Thursday, March 12, 2009

What was I thinking of?


Horton v Geiger, IECG theme tournament 2004. Position after Black's 16...Nc6-a5.

i) What should White do now?
ii) What do you think that he did instead?

Is there a difference between the merely bad and the almost incomprehensible, and if so, what would it be? I've spent some little time writing about bad chess but this is my week for the inexplicable, the sort of chess that's not so much about somebody missing something obvious as about somebody obviously going missing. On Tuesday there was the pawn up that never was. Today we have the resignation that should never have been considered. Because that's what hasppened in the position above: White resigned.

There is, of course, no shortage in the literature of players resigning when they should not and I imagine that if I searched my scorebooks I could find other examples where I have perpetrated that particular blunder (and others where I have been the beneficiary). However, when considering these cases we habitually note that the player resigning was the victim of a comprehensible error. They saw something and did not see something else. They saw the obvious, the obvious both to them and us: they didn't see what was obscure. Time is finite, human capacity the more so. They resigned and they should not have. But they did not see something hard to see. That much is easy to understand.

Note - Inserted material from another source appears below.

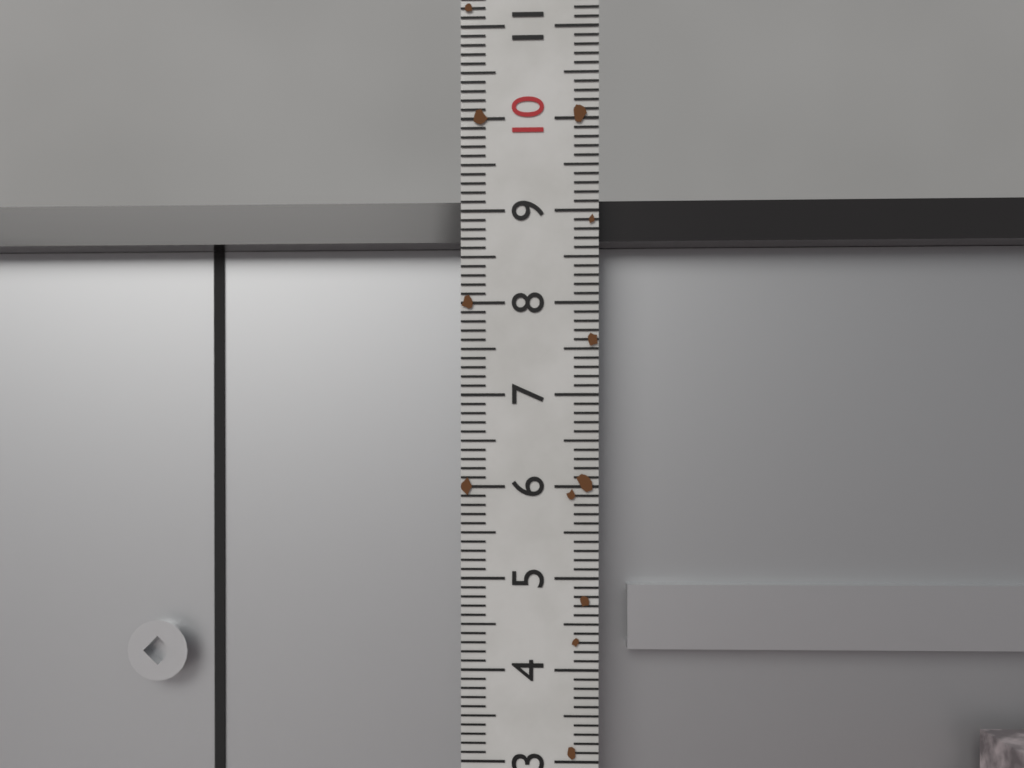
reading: 9.2 (no unit)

People err. But they may err in identifiable ways and we can identify these instances as follows: we know what they saw - or thought they saw - and what they did not see. Is it something different if we can't see what they thought they saw?

Not so long ago, looking at the MacCutcheon Variation with a view to playing that line in a tournament, I recalled that I'd played it in an email theme tournament half a decade before. Three games with Black and three with White (else I would not have been playing 1.e4). I had a look through the scores to see if there was anything to learn and looking at one game which I'd lost very uuickly, couldn't immediately recall why it was that I'd resigned. I entered the position on a computer, to find out. To my surprise it wouldn't tell me. I was expecting to be given an evaluation of minus two or so: instead I found that it was close to equal, and the more I fiddled about to see if the evaluation was misleading, the more equal that evaluation became.

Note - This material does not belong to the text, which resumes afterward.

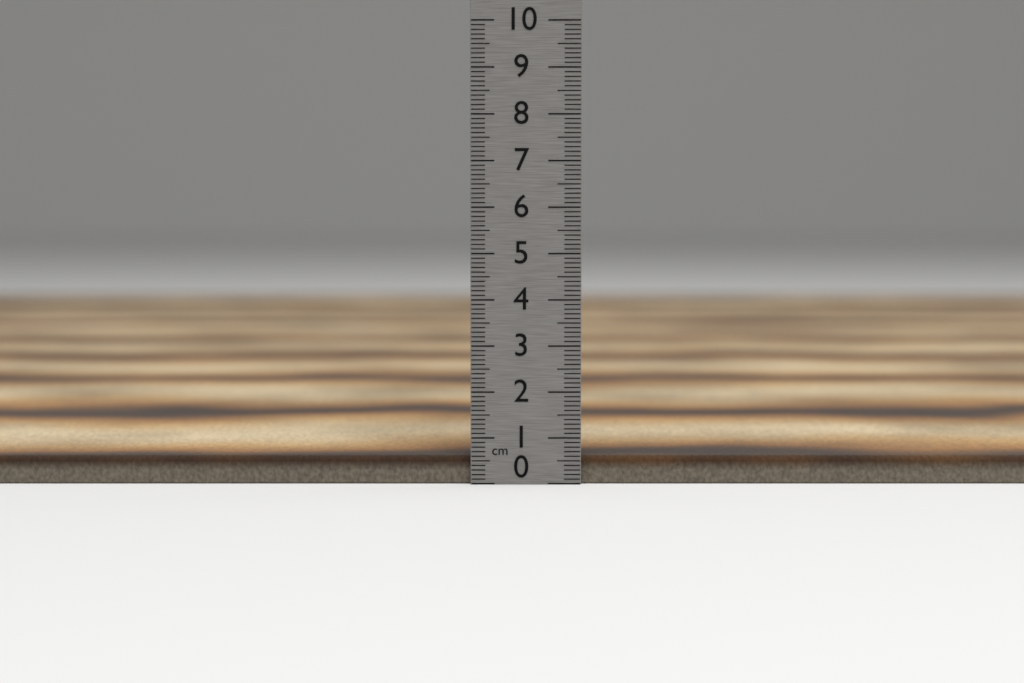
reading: 0.6 cm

How odd. What had I been I thinking of? For sure, White is losing a pawn, presumably unexpectedly: after 17.Rbb1 bxc5 he's not, as he may have hoped, going to have any immediate tactics on the a-file because after 18.Ra1?? there is 18...Nb3+ ending the game. But still, Black's rooks aren't playing, his king is uncastled and his bishop is as bad as the French Defence bishop often is: whereas White's two rooks are liable to fit the a and b files like the cartridges of a rifle. Is there nothing, really nothing to play on for?

I've been known to resign a little early in my day (see comments, for example) and perhaps the temptation is all the greater in a correspondence game where it's not quite so likely that the opponent will give you anything back for free. Still, it was a correspondence game. Every point in resigning, earlier than you would over-the-board, when you know you're lost. But what's the point when you don't yet know you are? There's no sunny afternoon to go and enjoy, no ticking clock to prevent you spending as long as you like looking for chances. So - quite literally - what was I thinking of?

On consideration, it may not be entirely incomprehensible. I've sat here trying to work out why I jacked it in so early and the best that I can think of is that though I considered renewing the skewer threat with (17.Rbb1 Bxc5) 18.Ke2, I saw that Black could then play 18...Qa3. Then if White tries to repeat with 19.Kd2, Black has 19...c4 and the queen and knight get away. Still, you would have thought that you could play on a bit with 20.Ra1 Qc5 21.Bg6 Be8 22.Nd4 Kg8 23.Bh5 and at least make Black prove you haven't got the bind for a pawn that appears to the naked eye. Or you could even find 19.c4! and be right back in the game.

If it takes some finding, that's one thing. But if it takes some finding, on looking at a position, to work out why you resigned - isn't that another? What was I thinking of?

3 comments:

Tom Chivers said...

I tend to resign late ---- sometimes I look over my games and think, why didn't I resign then!?

Chris Morgan said...

How about 17 Bg6?

Anonymous said...

Is Rbb1 the only move, I'm not very good but would Rxa5 or Bg6 not be worth trying?

Sometimes I resign because I miss something in analysis which shocks me over the board and I have an emotional reaction to it, resigning on the spot. Not good!